In an affidavit that accompanied one of Braseel's petitions, Shrum said the department's case file on the homicide was missing when he took office.

"When I took office on Sept. 1, 2014, there was not even a single case file on the Braseel case at the Sheriff's Office," Shrum said up, according to the suit. "The question is this: Was there something the past administration did not want me to see?"

 

The road so far

Braseel, who had no criminal history or connection to the Burrows family, was charged by the Grundy County Sheriff's Office and the TBI with first-degree murder, robbery and aggravated assault in the 2006 beating death of Burrows and the attack on his sister, Becky Hill, and her son, Kirk Braden. Hill and Braden have since died.

In November 2007, Braseel was found guilty of first-degree murder, first-degree felony murder, especially aggravated robbery, attempt to commit first-degree murder, aggravated assault and assault, according to court records. He was sentenced to life in prison.

A 2011 appeal was denied. But in December 2015 Braseel's convictions were vacated and he was granted a new trial in a ruling by Circuit Court Judge Justin Angel. Angel ruled at the time that Braseel didn't receive effective legal counsel resulting in a failure to challenge questionable evidence.

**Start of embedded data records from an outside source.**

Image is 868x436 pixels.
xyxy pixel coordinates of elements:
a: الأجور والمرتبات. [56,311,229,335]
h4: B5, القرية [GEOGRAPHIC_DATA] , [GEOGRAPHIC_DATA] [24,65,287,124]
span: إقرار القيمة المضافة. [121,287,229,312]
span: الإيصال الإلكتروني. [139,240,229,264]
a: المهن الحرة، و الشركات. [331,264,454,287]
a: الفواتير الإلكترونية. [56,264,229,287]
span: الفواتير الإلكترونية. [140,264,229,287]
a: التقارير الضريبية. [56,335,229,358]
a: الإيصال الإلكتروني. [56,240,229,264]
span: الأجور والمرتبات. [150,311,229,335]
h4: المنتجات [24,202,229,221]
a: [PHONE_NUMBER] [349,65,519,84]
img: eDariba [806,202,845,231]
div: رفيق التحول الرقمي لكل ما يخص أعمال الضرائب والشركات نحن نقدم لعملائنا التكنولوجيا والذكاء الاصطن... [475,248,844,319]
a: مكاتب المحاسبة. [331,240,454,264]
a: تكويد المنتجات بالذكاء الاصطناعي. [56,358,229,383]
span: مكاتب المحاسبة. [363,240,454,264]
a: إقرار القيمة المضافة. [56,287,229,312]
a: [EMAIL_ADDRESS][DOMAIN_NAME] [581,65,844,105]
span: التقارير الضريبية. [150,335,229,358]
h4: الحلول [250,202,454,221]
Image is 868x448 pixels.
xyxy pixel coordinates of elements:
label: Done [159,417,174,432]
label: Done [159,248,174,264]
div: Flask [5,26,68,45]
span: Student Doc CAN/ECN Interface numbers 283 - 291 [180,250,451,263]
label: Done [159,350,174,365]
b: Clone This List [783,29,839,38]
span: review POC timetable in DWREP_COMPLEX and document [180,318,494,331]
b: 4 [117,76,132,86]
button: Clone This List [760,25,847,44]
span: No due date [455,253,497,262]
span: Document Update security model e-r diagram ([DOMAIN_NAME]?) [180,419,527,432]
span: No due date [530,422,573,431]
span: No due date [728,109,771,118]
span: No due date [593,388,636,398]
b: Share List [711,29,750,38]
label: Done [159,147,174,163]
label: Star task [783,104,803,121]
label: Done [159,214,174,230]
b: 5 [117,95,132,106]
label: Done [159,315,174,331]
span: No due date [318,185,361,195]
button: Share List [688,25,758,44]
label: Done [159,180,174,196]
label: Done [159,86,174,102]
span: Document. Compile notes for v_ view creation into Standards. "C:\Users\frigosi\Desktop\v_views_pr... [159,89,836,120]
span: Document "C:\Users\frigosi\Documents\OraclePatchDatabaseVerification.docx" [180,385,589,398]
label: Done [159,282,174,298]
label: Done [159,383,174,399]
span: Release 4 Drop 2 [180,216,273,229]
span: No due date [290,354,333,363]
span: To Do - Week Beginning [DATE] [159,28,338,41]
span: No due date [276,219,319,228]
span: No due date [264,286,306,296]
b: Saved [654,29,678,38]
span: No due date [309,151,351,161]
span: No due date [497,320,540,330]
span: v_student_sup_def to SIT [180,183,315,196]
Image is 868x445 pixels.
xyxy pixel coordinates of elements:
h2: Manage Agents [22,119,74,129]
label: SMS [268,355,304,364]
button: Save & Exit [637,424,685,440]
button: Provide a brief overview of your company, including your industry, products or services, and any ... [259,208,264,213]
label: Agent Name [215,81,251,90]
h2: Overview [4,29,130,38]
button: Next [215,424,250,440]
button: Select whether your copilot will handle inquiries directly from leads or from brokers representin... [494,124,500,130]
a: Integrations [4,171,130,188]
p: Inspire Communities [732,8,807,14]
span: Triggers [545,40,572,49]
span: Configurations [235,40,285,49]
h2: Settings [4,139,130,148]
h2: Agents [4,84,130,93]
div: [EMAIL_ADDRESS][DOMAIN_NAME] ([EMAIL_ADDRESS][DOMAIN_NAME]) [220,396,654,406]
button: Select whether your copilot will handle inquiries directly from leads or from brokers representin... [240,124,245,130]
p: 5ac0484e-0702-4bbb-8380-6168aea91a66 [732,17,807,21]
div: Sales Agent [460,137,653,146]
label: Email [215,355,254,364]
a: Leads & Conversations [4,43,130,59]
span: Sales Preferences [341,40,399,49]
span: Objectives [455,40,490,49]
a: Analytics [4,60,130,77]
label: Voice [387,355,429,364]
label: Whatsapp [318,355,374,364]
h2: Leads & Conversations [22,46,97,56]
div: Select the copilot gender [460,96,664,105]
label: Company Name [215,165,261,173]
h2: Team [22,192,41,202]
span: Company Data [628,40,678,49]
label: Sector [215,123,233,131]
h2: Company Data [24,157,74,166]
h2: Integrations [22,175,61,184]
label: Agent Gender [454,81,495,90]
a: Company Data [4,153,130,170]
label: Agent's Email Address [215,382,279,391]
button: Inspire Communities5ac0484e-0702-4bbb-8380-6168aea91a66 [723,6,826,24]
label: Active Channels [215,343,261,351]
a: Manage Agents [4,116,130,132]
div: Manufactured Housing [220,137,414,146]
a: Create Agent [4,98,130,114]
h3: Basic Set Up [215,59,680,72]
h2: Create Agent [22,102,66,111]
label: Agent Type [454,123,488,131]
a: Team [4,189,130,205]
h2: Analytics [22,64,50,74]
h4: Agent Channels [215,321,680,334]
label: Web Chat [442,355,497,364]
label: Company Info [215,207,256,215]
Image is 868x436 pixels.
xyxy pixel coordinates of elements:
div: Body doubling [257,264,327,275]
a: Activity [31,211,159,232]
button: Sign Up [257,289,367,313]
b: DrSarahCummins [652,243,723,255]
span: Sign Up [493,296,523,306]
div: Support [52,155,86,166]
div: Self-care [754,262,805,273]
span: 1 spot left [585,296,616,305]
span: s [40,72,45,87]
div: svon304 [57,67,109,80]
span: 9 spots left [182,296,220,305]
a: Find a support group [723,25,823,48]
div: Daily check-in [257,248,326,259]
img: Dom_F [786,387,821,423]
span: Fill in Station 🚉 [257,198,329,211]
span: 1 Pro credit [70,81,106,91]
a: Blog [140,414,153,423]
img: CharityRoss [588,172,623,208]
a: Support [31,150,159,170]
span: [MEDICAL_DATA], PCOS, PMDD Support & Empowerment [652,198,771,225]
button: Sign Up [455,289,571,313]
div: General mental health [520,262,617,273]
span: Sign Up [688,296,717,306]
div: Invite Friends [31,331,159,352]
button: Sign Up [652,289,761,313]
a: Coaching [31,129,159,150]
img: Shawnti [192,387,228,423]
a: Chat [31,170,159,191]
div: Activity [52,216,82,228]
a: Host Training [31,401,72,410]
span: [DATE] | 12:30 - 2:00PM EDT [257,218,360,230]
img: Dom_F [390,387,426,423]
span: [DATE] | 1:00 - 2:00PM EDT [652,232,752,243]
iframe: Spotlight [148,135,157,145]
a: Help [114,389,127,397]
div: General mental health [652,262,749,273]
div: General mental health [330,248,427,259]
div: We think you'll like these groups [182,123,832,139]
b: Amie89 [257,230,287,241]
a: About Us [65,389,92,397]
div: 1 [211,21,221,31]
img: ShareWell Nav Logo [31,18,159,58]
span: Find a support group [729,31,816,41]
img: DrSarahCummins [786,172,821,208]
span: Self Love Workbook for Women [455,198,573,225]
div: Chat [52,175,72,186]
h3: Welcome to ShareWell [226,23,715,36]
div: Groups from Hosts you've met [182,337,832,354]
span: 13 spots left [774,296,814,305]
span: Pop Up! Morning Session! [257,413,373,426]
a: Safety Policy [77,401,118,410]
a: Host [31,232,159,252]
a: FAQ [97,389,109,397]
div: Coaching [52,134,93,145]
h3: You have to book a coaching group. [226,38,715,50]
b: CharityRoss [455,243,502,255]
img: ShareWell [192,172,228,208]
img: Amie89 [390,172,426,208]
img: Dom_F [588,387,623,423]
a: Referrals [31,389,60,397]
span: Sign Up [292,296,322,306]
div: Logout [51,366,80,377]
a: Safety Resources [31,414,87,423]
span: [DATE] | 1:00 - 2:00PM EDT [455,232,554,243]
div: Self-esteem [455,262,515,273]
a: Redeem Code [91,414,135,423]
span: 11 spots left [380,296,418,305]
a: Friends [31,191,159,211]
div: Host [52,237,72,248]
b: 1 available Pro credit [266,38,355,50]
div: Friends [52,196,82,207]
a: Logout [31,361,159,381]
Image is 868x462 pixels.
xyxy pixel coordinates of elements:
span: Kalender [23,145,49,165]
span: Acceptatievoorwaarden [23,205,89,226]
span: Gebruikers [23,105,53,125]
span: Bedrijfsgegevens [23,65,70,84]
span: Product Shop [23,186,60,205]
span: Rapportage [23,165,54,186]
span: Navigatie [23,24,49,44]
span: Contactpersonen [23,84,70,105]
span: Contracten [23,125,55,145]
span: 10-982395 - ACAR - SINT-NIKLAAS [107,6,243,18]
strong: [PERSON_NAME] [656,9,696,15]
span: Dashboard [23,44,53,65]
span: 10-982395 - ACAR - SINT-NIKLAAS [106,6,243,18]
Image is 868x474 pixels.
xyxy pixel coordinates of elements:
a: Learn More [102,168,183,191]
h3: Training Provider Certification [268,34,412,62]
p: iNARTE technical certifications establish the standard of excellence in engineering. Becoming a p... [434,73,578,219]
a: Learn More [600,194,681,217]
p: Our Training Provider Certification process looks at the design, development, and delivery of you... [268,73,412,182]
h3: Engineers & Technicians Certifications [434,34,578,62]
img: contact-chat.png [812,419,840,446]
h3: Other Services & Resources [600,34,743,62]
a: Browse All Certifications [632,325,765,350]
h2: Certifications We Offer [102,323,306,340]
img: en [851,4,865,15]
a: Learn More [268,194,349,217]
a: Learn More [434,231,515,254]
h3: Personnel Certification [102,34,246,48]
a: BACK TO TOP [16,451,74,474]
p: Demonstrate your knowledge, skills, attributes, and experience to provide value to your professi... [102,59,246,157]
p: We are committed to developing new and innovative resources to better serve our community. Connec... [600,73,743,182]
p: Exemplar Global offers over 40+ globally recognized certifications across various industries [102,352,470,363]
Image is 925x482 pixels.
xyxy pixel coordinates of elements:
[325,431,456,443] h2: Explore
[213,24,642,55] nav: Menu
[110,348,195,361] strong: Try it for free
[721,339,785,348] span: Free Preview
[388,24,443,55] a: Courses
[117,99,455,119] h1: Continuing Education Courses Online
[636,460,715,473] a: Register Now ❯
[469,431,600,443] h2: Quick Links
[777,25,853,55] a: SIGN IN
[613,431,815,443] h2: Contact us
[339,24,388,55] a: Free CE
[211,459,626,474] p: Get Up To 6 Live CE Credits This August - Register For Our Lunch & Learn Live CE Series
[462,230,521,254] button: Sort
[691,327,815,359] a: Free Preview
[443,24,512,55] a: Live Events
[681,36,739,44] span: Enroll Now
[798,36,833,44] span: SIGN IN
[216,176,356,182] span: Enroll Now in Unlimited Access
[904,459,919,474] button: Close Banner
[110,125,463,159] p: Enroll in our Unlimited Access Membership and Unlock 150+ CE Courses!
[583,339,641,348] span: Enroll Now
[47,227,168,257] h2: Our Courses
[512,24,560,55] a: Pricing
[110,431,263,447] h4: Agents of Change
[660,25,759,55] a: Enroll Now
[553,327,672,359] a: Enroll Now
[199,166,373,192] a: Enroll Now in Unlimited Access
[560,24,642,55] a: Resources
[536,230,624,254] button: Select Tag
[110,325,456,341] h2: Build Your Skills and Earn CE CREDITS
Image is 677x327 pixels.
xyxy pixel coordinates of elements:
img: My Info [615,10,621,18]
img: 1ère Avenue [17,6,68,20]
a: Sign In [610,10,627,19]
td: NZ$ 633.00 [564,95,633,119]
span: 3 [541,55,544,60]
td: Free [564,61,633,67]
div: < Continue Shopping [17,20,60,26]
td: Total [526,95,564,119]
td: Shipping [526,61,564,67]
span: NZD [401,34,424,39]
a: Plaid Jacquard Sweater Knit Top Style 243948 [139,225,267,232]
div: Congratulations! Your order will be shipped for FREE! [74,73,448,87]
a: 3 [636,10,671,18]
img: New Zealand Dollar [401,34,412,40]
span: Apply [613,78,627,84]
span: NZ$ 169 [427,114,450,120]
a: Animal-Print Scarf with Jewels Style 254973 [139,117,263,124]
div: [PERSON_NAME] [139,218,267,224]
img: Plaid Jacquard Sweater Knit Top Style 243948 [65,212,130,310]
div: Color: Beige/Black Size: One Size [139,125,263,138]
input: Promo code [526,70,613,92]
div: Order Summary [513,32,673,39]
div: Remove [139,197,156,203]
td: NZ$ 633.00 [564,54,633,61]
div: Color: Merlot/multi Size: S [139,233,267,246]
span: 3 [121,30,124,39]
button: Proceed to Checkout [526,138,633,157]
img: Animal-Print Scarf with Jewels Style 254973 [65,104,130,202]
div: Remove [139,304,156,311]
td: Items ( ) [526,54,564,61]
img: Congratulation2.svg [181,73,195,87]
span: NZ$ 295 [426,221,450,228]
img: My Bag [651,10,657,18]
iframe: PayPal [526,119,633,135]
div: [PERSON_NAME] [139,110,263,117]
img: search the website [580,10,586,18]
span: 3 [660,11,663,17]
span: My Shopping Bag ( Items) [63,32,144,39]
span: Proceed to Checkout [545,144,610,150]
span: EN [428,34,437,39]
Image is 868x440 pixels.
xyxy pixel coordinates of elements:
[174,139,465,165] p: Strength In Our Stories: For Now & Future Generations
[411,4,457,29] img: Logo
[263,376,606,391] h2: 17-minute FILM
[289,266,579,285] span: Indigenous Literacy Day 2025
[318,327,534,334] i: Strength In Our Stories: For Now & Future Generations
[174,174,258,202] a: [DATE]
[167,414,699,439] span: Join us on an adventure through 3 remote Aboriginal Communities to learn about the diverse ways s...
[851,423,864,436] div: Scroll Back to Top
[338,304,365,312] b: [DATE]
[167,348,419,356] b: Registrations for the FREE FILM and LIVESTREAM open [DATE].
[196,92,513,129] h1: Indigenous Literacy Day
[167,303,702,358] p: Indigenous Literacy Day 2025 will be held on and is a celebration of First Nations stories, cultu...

But after Braseel was free for less than a year, the Tennessee Court of Appeals in October 2016 reversed Angel's ruling, and Braseel had to return to prison with his convictions reinstated.

Freedom from a fingerprint

In 2019, Braseel filed a petition for a new trial based on new evidence. A fingerprint had been found inside the victim's car during the original investigation. In 2017, TBI matched it to Kermit Bryson, a Grundy County man suspected of killing a deputy in 2008. Bryson killed himself before being apprehended. Braseel's lawyers have contended Bryson was Burrows' killer.

(READ MORE: Popular 'Criminal' podcast airs episode on freed Grundy County man Adam Braseel)

In August 2019, Braseel's lawyers and prosecutors reached a plea deal in which Braseel's murder conviction was dropped in exchange for pleading guilty to aggravated assault. Judge Angel ordered him freed immediately.

Gov. Bill Lee exonerated Braseel in December 2021, clearing his record completely.

In August 2023, Braseel was awarded $1 million by the state to compensate him for spending more than a decade unjustly imprisoned for a crime he didn't commit.

Since his release, Braseel got a job, married, moved to another part of the state, voted and had a son the same week he was exonerated, he told the Chattanooga Times Free Press in August. Braseel didn't immediately respond to a phone message left for him Friday seeking comment on the suit.